He hung up his receiver and went out, finding Bucephalus still at work on the wagon.

“Did yo’ catch him, sah?” asked the man. “Werry conwenient little instrament, dat tullyphome, ain’t it? Werry myster’ous, too. Just think o’ hearin’ a man talkin’ a mile or two away, an’ yo’ unnerstan’ him as plain like he was right cluss up.”

“Yes, there is a bit of mystery about it, Buck,” laughed Jack, who had ideas of his own which he did not care to tell to any one else at the moment.

“There is a switch that those fellows have got on,” he said to himself, “and I was not talking to the station any more than I was talking to the President of the United States. Well, there’ll be a little fun in this, and I don’t mind taking the risk.”

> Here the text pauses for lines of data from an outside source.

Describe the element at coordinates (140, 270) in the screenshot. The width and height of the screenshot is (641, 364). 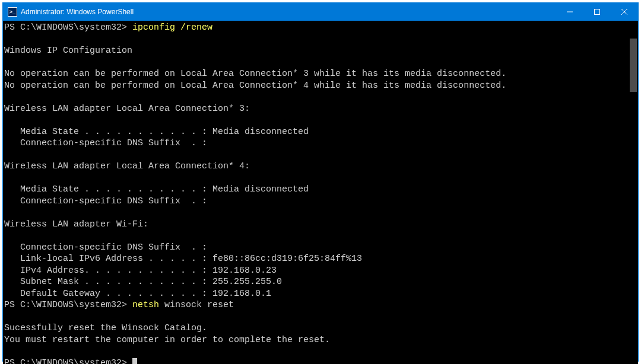
I see `output-line: IPv4 Address. . . . . . . . . . . : 192.…` at that location.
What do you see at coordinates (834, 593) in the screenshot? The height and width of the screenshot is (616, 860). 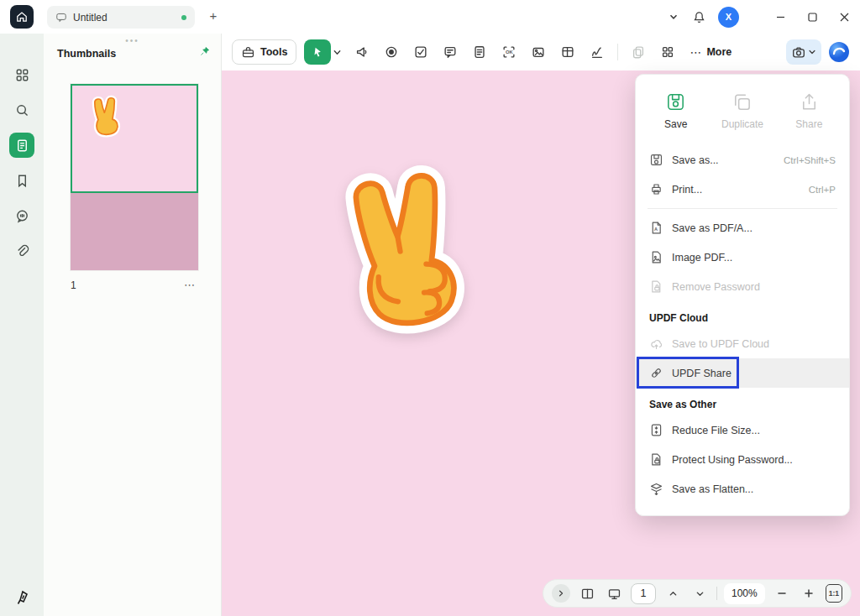 I see `actual-size-button: 1:1` at bounding box center [834, 593].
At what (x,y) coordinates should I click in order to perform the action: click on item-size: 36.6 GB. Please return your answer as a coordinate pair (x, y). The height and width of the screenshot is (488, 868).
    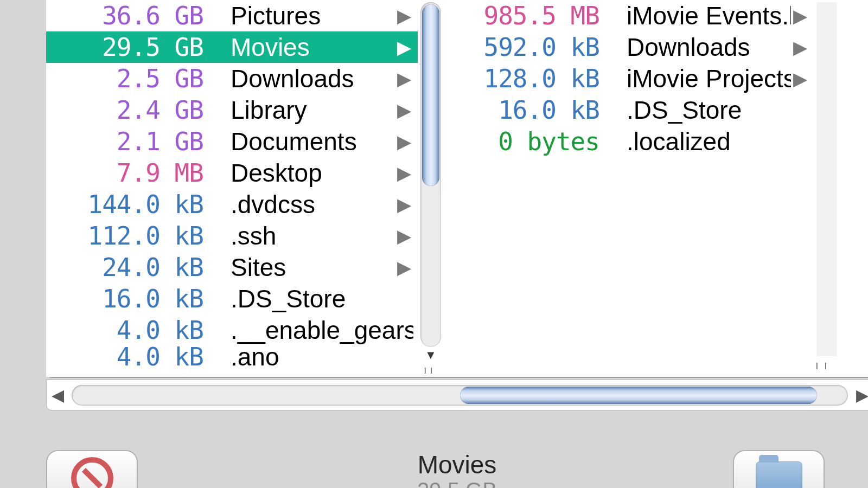
    Looking at the image, I should click on (125, 16).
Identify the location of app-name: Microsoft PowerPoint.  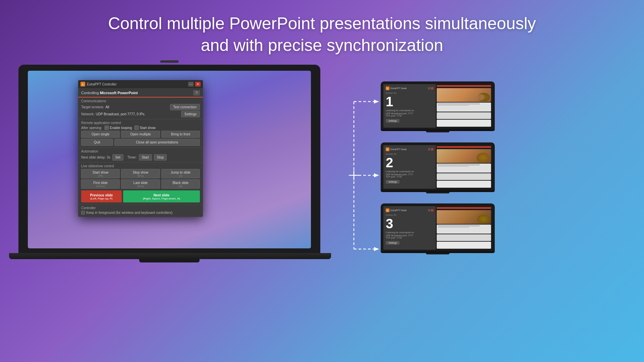
(119, 93).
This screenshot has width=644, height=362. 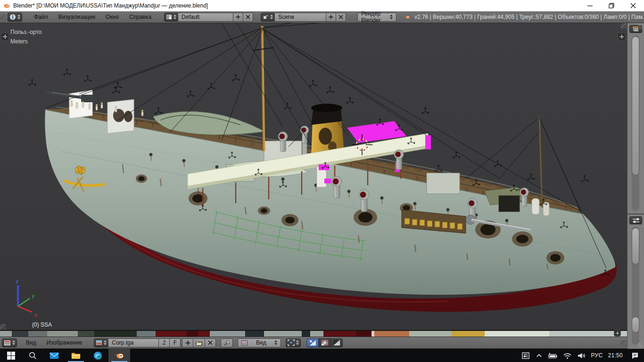 I want to click on image-browse-button, so click(x=101, y=343).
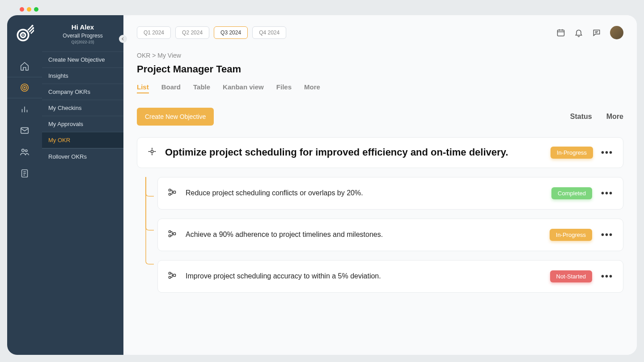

Jack had gotten the idea that Herring was on another branch of the Academy telephone, and that the story of the express package was a fiction, meant to mislead him.

He knew enough of such characters as Herring’s to satisfy himself that the bully would not rest at one attempt to make trouble, but would try again as soon as convenient.

“If that was not Herring on the wire, I never heard him speak,” he said to himself as he ran off toward the house and then to the dormitories.

He was not upstairs more than a minute and then he appeared at the front of the Academy and set off down the road at a good pace.

When he had gone far enough to be out of sight of the building, he took a cut through the woods as directed by the supposed Jones at the little station below.

He walked with both hands in his side jacket pockets, and seemed absolutely carefree and happy, but he had his wits about him, nevertheless.